For an instant tears misted her eyes and then she asked in a rather bewildered voice, "Stuart, stripped of all its casuistry, what is your argument except a plea for infidelity?"

"Revolt against that most powerful and vicious of all autocracies," he confidently declared, "the tyranny of weakness over strength!"

But Conscience Tollman only shook her head and smiled her unconverted scepticism.

"Was it being true to such an ideal as that which made a certain king in Israel send a certain captain into the front of the battle, because he loved that captain's wife? I have listened to all this argument, because I wanted you to feel sure that I wasn't afraid to hear it. But it can never persuade me. And what have you to say of the trust of a husband who accepts you in his house as a member of his family—without suspicion?"

"I say that he has had his chance in all fairness and has failed. I say that during the years of this ill-starred experiment you have fought valiantly to make him win. I have, at least, not interfered by act or a word. If he had not arranged this meeting I should never have done so—and since he is responsible for our being brought together now he must face the consequences."

"Then your attitude of last night was not just moon madness, after all?"

"I mean to penetrate your life as far as I can and to recognize no inner sanctum from which I am barred. He is the usurper and my love is not tame enough to submit. I am your lover because, though your words deny me, your heart invites me. I'm coming to stay."

This time the woman's eyes did not kindle into furious or contemptuous fires, but her voice was so calmly resolute that Stuart felt his own had been a blustering thing.

"Then, Stuart, I'm still the puritan woman. I'm asking no quarter—and I have no fears. Attack as soon and as often and as furiously as you wish. I'm ready."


#### WORK REQUEST:
When you restate the entries that follow, keep every word exactly and drop the pictures.

(Dataset records)
══════════════════════════════

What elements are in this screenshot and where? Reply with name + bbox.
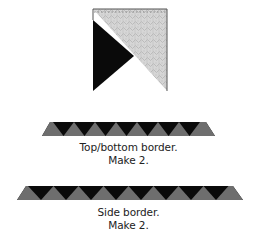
caption-line-1: Top/bottom border. — [0, 141, 257, 154]
top-bottom-border-caption: Top/bottom border. Make 2. — [0, 141, 257, 167]
side-border-strip — [16, 185, 244, 201]
side-border-caption: Side border. Make 2. — [0, 206, 257, 232]
caption-line-2: Make 2. — [0, 219, 257, 232]
quilt-block-diagram — [92, 8, 169, 93]
caption-line-2: Make 2. — [0, 154, 257, 167]
top-bottom-border-strip — [41, 121, 216, 137]
caption-line-1: Side border. — [0, 206, 257, 219]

══════════════════════════════

#### EXERCISE ANSWER:
What elements are in this screenshot and where? Reply with name + bbox.
caption-line-1: Top/bottom border. — [0, 141, 257, 154]
top-bottom-border-caption: Top/bottom border. Make 2. — [0, 141, 257, 167]
side-border-strip — [16, 185, 244, 201]
side-border-caption: Side border. Make 2. — [0, 206, 257, 232]
caption-line-2: Make 2. — [0, 219, 257, 232]
quilt-block-diagram — [92, 8, 169, 93]
caption-line-2: Make 2. — [0, 154, 257, 167]
top-bottom-border-strip — [41, 121, 216, 137]
caption-line-1: Side border. — [0, 206, 257, 219]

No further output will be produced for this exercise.